Many shoppers assume that online prices are lower than in-store prices. However, a recent study by MIT Sloan Prof. Alberto Cavallo found that prices are actually identical about 72% of the time for products sold both online and offline. According to Cavallo, consumers shopping at multi-channel retailers, which sell both online and in physical stores, will find the same price whether they shop online or at any of that retailers’ physical locations.
While this is useful knowledge for consumers, it’s also very important for economists who are increasingly using online prices in measurement and research applications. They do this even though less than 10% of all retail transactions in the U.S. are conducted online.
To provide clarity on this issue, Cavallo conducted the first large-scale comparison of online and offline prices in 56 large multi-channel retailers in 10 different countries. This type of retailer still concentrates the majority of all retail transactions. He excluded online-only retailers like Amazon and Ebay from the study, as they currently represent a small percentage of retail transactions in most countries.

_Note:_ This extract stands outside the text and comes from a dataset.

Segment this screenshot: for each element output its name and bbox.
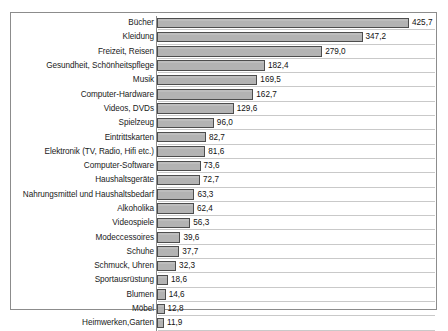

The online and offline data collection was carried out as part of the MIT Billion Prices Project. For the offline prices, Cavallo used crowdsourcing platforms to hire over 370 workers tasked with scanning barcodes and collecting prices for a random set of 10-50 products in any physical store of a given retailer. All workers used a special BPP app developed specifically to simplify and standardize the data collection process. Once collected, prices were sent to the BPP servers and compared with the online prices for those same items.
“The results were surprising to many people. There is a general belief that online prices are different, but no agreement on exactly how they differ. This study showed that prices are quite similar in these large multi-channel retailers” says Cavallo.
He found that online and offline prices were identical about 72% of the time with more similarity in apparel and electronics and less similarity in other sectors like drug stores and office supplies. “This is likely because customers can see the price of a TV at each store location and online so it would be hard to explain any price differences. As a result, someone who is living in a remote location, where transportation costs may be higher, pay about the same price as someone living in a large city.”
However, the percentage of similar prices does vary somewhat by country. Cavallo found that the similarity rate ranged from 42% in Brazil to 91% in Canada and the UK. The U.S. was the closest to the average at 69%. “It’s possible that retailers in countries like Brazil think online buyers have higher incomes and can afford the higher prices – or the delivery costs is built into the price,” observes Cavallo, noting that the degree of price difference appears to depend on the state of development of a country’s offline and online markets.
He adds that he saw no evidence that retailers try to obfuscate price comparison by changing the products’ ID numbers or price discriminate using “dynamic pricing” strategies. In particular, it was clear that retailers in the U.S. are not varying their prices with the location of the IP-address or when the scraping robot repeatedly browses the same webpage of a particular good for longer periods of time.
“These results are significant for economists and statistical agencies, as they show that online prices are similar to offline prices. The ability to cheaply and quickly collect – and use – massive amounts of online price data provides unprecedented opportunities for economic research. The findings also imply that online prices can be used for consumer price indexes,” says Cavallo.
He notes that the takeaway for consumers is that they don’t need to make decisions to buy online or offline based on price. Instead, they can rely on other factors like convenience, speed of purchase and product selection.
Cavallo adds, “For those interested in the effects of the Internet on retail prices, my study suggests that while the web may not have reduced price dispersion across different retailers, it may have created incentives for firms to price identically across their own stores.”
Alberto Cavallo is a professor at MIT’s Sloan School of Management.
You can find a more in-depth account of his research here.